Documentary ‘Frida’ lets Frida Kahlo herself “tell her own story” at Sundance

Director Carla Gutiérrez says in an interview with EFE that ‘Frida’, the new documentary dedicated to surrealist painter Frida Kahlo, gives the late Mexican artist “an opportunity to tell her own story” by reviewing her most personal writings.

“I was interested in giving her the microphone so she could tell her most intimate experiences (…) We didn’t want to focus on all the details of her life, but on what she felt,” Gutiérrez reveals from the Sundance festival.

Frida’s works

Originally from Peru, the filmmaker met Kahlo while studying in college “more than 20 years ago,” when she had just arrived as an immigrant to the United States.

Kahlo’s painting titled ‘Self-Portrait on the Border between Mexico and the United States’ resonated with her own experience in the North American country and since then she dedicated herself to getting to know all of her works.

“I saw that painting of Frida where she is standing between the United States and Mexico and I felt that I was reflected in it. I was a new immigrant, I was not having a welcoming experience in the United States and I missed my country, Peru, very much,” she says.

Gutiérrez assures that in every painting she saw of the artist she found “a piece” of herself and, based on those experiences and her personal connection, she decided to make the film that is now part of the U.S. documentary competition in this independent film contest.

The filmmaker, best known for her work as an editor, and her production team went through all of Kahlo’s writings that have been published in different collections, and with her words and descriptions from her diaries created the documentary’s narrative.

Another look at the artist’s life

Narrated with a voiceover, the film features genuine photographs and videos of the painter and mixes them with animation that deconstructs and animates Kahlo’s works to amplify the woman’s feelings, while creating new metaphors for her experiences.

“I think we are all looking for honest ways to express ourselves but we are still too afraid to do so, it’s not easy to talk about our pains and our emotional problems.
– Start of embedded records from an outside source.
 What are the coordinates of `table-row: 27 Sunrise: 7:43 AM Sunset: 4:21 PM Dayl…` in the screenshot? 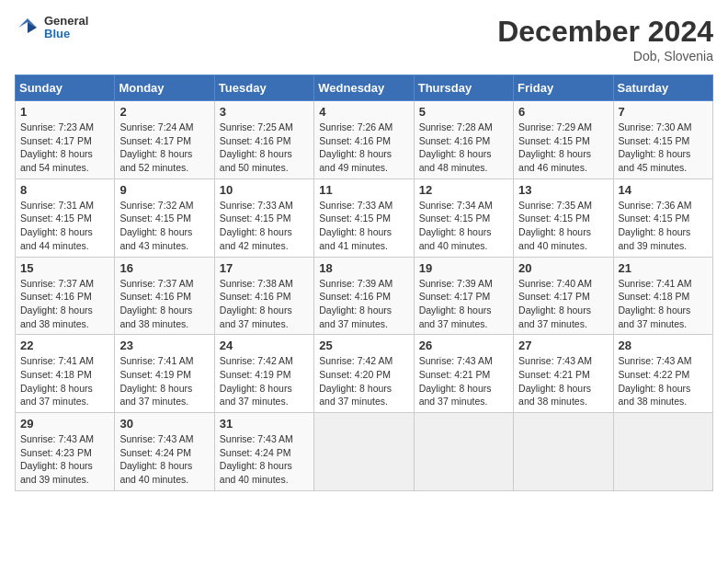 It's located at (563, 373).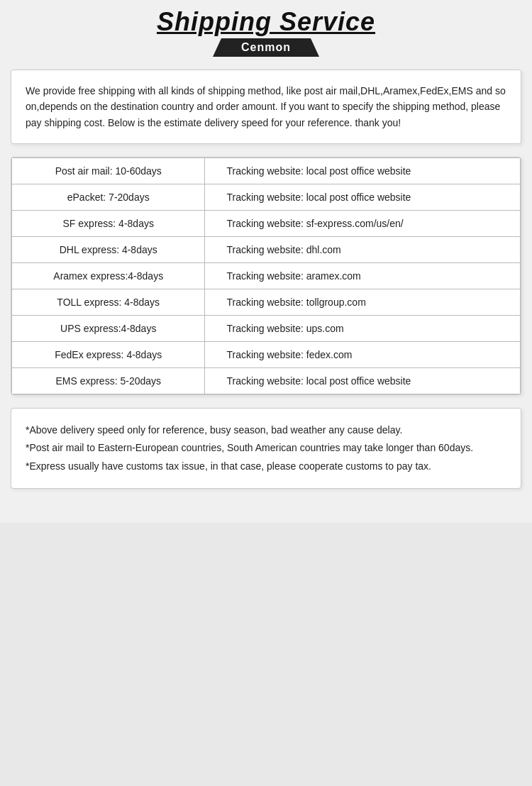 The width and height of the screenshot is (532, 786). What do you see at coordinates (267, 277) in the screenshot?
I see `table-row: Aramex express:4-8daysTracking website: …` at bounding box center [267, 277].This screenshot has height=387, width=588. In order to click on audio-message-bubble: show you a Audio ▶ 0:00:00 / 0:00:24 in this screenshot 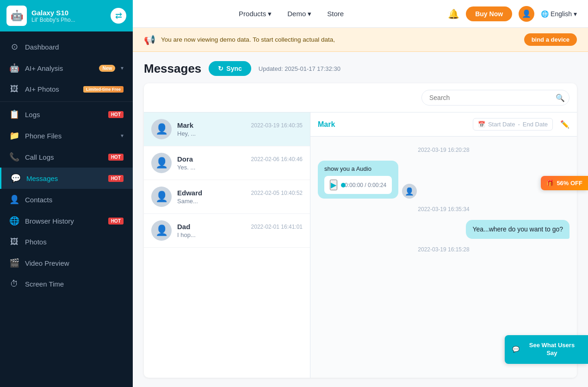, I will do `click(358, 180)`.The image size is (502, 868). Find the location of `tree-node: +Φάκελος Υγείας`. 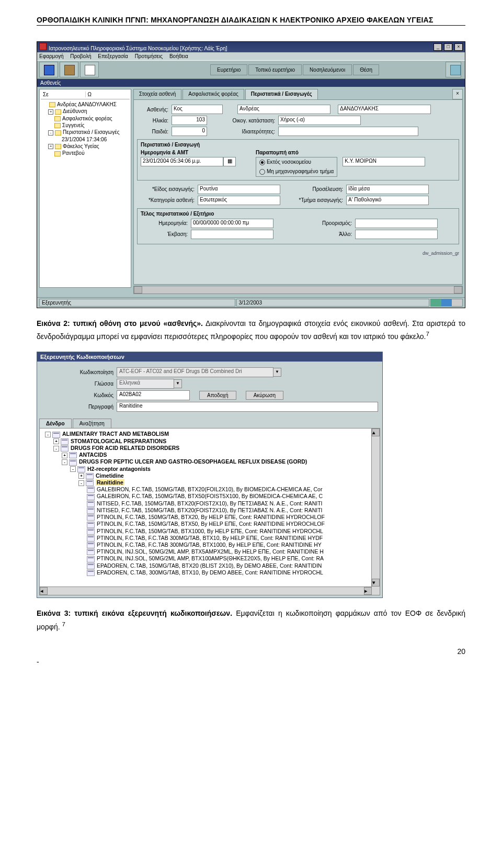

tree-node: +Φάκελος Υγείας is located at coordinates (85, 146). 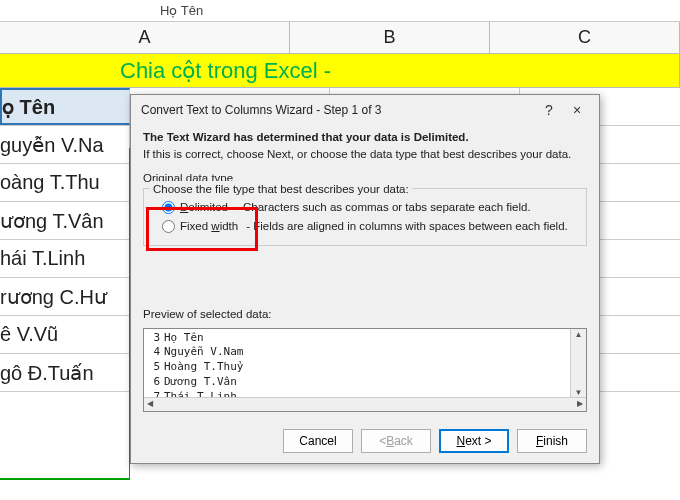 What do you see at coordinates (578, 364) in the screenshot?
I see `preview-scrollbar-vertical: ▲▼` at bounding box center [578, 364].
She expressed them all in a brutal way, with a lot of color,” says Gutiérrez.

Throughout the documentary, Kahlo talks about her life, her relationship with her parents, the tragic accident that led her to paint, her first rebellious winks in her youth, her boundless love for her husband -also painter Diego Rivera- her political convictions and her “lively feelings”.

In addition, the project attempts to update the idea and concept of Kahlo, with a musical proposal that mixes the sounds of the Mexico of the 1930s in which the painter lived with more contemporary melodies.

“We were trying to break a little with the traditional and not musicalize it with archival material because she broke with many things and was very modern at the time. We wanted to support that and for it not to be seen only as a historical piece,” explains Mexican composer Víctor Hernández Stumpfhauser.

From his point of view, the film helps to rethink the true importance of the painter, whose image abounds in “souvenirs” and in some cases has been reduced only to an object.

“Frida is already a brand and I think the beauty of the documentary is that it brings us back to rediscover who Frida is, why she is who she is, and to take away a little of the marketing stuff to remember why she is so iconic,” said Hernández Stumpfhauser.

The film will continue to be screened at the festival, which runs through January 28 in Park City (Utah, USA), and will arrive on Amazon Prime Video on March 14.